Hillary has certainly frustrated me at times over the years, but I came to admire her intelligence and poise over the course of this election cycle. Her performance at the debates with Trump was nothing short of heroic. She also ran on the most progressive Democratic platform ever, but since policy has become almost completely divorced from politics, that doesn’t get talked about much. I could go on, but as my husband says, this was not so much an election as an exorcism, the culmination of a decades-long smear campaign by the right.
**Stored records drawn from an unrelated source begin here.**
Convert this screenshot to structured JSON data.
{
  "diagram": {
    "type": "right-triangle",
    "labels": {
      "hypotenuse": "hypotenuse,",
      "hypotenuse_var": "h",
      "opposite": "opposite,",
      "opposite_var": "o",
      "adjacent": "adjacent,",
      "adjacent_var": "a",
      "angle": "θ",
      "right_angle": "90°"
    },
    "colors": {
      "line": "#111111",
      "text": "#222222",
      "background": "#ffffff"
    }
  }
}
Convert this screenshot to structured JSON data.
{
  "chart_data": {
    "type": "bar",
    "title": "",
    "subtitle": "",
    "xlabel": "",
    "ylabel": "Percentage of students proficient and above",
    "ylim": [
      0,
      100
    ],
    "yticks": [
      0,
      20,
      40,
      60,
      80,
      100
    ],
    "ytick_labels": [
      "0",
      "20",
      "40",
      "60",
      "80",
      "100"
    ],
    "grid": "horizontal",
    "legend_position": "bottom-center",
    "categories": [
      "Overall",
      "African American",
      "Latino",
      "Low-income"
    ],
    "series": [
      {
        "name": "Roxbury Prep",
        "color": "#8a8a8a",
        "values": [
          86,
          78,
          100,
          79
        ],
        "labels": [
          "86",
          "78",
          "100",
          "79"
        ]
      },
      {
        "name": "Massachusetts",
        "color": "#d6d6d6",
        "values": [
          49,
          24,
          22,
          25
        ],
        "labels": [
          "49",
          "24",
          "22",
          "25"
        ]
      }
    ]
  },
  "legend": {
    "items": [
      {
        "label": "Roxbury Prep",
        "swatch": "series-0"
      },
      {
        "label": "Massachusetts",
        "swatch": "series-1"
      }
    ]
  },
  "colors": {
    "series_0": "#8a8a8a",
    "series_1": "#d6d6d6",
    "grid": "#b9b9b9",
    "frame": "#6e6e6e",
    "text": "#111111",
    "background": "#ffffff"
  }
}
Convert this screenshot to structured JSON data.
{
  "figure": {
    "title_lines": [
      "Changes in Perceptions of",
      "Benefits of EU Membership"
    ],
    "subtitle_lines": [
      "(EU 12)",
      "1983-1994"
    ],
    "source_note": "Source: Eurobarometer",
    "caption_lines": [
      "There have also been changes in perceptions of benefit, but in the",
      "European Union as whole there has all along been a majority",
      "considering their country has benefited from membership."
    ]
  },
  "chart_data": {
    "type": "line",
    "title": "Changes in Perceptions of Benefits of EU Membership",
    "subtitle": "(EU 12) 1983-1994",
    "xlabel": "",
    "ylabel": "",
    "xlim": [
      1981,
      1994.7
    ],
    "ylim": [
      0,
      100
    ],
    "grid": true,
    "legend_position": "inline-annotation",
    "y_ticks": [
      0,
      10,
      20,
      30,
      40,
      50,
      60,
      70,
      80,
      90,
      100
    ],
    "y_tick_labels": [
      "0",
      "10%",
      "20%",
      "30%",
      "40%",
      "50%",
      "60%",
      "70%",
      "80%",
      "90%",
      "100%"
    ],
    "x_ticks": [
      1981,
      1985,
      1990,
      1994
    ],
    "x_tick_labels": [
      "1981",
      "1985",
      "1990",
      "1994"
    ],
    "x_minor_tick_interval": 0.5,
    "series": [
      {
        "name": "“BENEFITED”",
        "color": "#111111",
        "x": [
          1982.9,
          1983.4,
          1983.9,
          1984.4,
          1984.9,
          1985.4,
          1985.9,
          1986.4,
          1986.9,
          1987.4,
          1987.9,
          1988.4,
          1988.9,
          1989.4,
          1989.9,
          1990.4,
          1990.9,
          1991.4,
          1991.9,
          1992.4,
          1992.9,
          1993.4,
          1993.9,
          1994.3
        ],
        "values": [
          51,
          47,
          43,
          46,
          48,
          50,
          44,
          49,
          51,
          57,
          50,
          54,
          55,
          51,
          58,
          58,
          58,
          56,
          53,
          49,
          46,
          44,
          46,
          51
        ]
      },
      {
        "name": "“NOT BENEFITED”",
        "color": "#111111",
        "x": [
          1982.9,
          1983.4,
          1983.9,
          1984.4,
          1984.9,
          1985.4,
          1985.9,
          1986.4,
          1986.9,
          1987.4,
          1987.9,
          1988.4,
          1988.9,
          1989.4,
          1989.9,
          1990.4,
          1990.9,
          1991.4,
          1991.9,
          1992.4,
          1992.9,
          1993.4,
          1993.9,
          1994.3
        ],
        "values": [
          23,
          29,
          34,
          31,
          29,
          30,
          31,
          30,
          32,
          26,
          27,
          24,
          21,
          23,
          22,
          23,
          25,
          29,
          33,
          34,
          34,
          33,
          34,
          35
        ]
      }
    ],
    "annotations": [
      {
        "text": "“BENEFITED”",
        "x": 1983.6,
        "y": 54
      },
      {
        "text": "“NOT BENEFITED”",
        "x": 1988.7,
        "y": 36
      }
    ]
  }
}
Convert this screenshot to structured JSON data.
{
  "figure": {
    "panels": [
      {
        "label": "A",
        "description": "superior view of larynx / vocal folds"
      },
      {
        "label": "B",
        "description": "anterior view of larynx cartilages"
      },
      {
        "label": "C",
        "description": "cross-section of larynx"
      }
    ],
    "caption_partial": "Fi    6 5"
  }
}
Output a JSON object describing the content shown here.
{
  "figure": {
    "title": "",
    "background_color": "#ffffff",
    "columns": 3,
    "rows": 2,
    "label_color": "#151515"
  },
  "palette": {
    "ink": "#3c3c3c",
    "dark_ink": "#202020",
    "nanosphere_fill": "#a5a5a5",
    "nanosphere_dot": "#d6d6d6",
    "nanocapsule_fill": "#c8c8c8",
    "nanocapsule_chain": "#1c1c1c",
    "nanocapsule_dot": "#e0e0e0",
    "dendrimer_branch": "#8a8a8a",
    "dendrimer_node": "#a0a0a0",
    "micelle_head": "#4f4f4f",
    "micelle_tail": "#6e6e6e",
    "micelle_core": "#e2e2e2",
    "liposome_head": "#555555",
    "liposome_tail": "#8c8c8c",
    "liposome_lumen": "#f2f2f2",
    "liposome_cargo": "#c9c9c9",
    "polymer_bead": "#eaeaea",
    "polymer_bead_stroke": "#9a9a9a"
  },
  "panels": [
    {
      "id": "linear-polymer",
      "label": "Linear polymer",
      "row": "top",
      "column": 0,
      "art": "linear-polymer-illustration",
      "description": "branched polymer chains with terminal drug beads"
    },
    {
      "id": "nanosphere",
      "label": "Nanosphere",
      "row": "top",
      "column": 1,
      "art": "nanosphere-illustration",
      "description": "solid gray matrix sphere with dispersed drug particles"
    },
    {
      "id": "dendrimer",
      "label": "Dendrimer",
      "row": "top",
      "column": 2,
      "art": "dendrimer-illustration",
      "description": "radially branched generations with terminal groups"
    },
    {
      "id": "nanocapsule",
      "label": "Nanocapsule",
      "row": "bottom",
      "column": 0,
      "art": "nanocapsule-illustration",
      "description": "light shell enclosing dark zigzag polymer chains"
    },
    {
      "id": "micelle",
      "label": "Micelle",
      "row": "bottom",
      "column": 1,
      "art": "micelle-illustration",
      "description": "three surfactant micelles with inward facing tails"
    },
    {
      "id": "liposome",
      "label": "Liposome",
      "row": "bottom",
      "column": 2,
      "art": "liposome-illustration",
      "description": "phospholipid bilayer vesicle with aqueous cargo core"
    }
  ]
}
The term “political correctness” has been the cornerstone of conservative efforts to transform the ideas of civil rights and equality into something frivolous and stupid. The right loves plucking silly examples from obscure, powerless people and blowing them up into huge “culture war” issues that supposedly threaten the nation. “PC” is an insult that plays into their hands.
Along these same lines, “liberal elites” — long a Fox News favorite — is designed to shift attention away from the actual economic elites hoovering up the world’s wealth and resources, such as the Koch Brothers or Trump, and instead make one think of poodle-owning urbanites supposedly looking down their noses at everyone (while in reality voting to raise the minimum wage). It’s a frame, not a fact, and hides a deep anti-intellectual agenda. By definition, I would say a liberal is someone who cares about the less fortunate. So a liberal “elite” would be a liberal with power. However, the term is thrown around as a pejorative to smear just about anyone — feminists, college student activists, etc. — rendering it meaningless, and an effective right-wing language hack that divides the left.
So don’t fall for these con-job concepts! We progressives need to be strategic in our opposition, not Fox News Lefties.